Low‑tech automation works in Eritrea because the country’s governance problems are not caused by a lack of technology but by an excess of discretion. The liberation ethos of vigilance, combined with the militarized culture of Sawa and the EPLF legacy, has produced administrators who see suspicion as duty and over‑enforcement as patriotism. In such an environment, even the smallest procedural clarity has outsized impact. A written rule weakens the vigilante impulse. A standardized form limits the administrator’s ability to “add steps” in the name of national security. A simple digital record prevents a jealous neighbor or a malicious competitor from weaponizing the system through informal accusations.
9. Control Through Clarity
Transparency is often celebrated as a democratic virtue, but in authoritarian systems it can also serve the ruler. A state that seeks absolute control benefits when its instructions reach their destination unaltered, when administrators cannot reinterpret policy, and when unauthorized actors cannot hijack decisions. Transparent systems empower the top by weakening the middle, while opaque systems empower the middle by weakening the top. This is why many authoritarian regimes embrace digital governance. They do not love democracy; they hate intermediaries.

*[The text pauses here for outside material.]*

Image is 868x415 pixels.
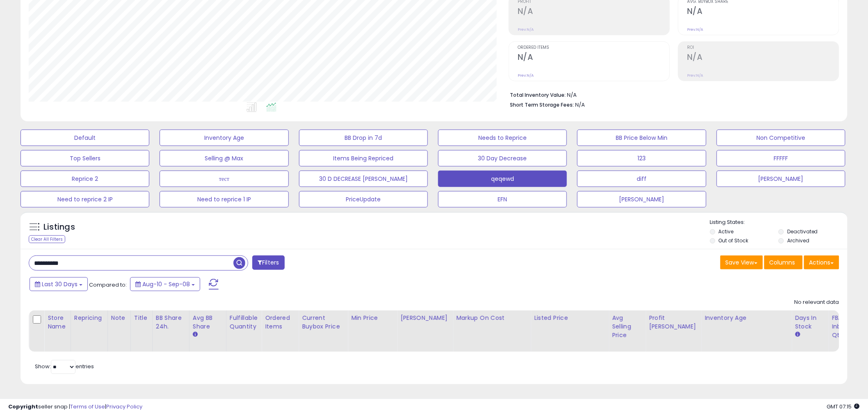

In Eritrea, transparency would not weaken the state. It would weaken the ghost bureaucracy that distorts its power. The state may not gain legitimacy, but it gains coherence. Citizens may not gain rights, but they gain relief from the arbitrary distortions that have long defined their interactions with the system. Transparency becomes a tool of control rather than liberation, yet it still produces benefits for citizens because it reduces the space where bias hides.
10. The Core Paradox
The paradox is unavoidable. Automation strengthens the state’s control over its own system while weakening the ghost bureaucracy that harms citizens. It reduces bias and brings the system closer to the equilibrium that would naturally emerge from the confrontation between ruler and ruled. Automation is not a moral project but a structural correction. It forces the state to reveal itself and exposes the actors who have long operated in the dark. Citizens may not gain rights, but they gain relief from the arbitrary distortions that have long defined their interactions with the system.
Toward Clarity
Eritrea’s political crisis is not only the crisis of authoritarian rule but the crisis of distorted implementation. The state speaks in whispers, the bureaucracy speaks in shouts, and citizens navigate a system where the loudest voice is often the least legitimate. Automation forces the state to speak in writing, and once the state speaks in writing, the people can finally see who is acting, who is improvising, who is infiltrating, who is benefiting, and who is distorting. Automation is not liberation, but it is illumination, and illumination is the first step toward redesign.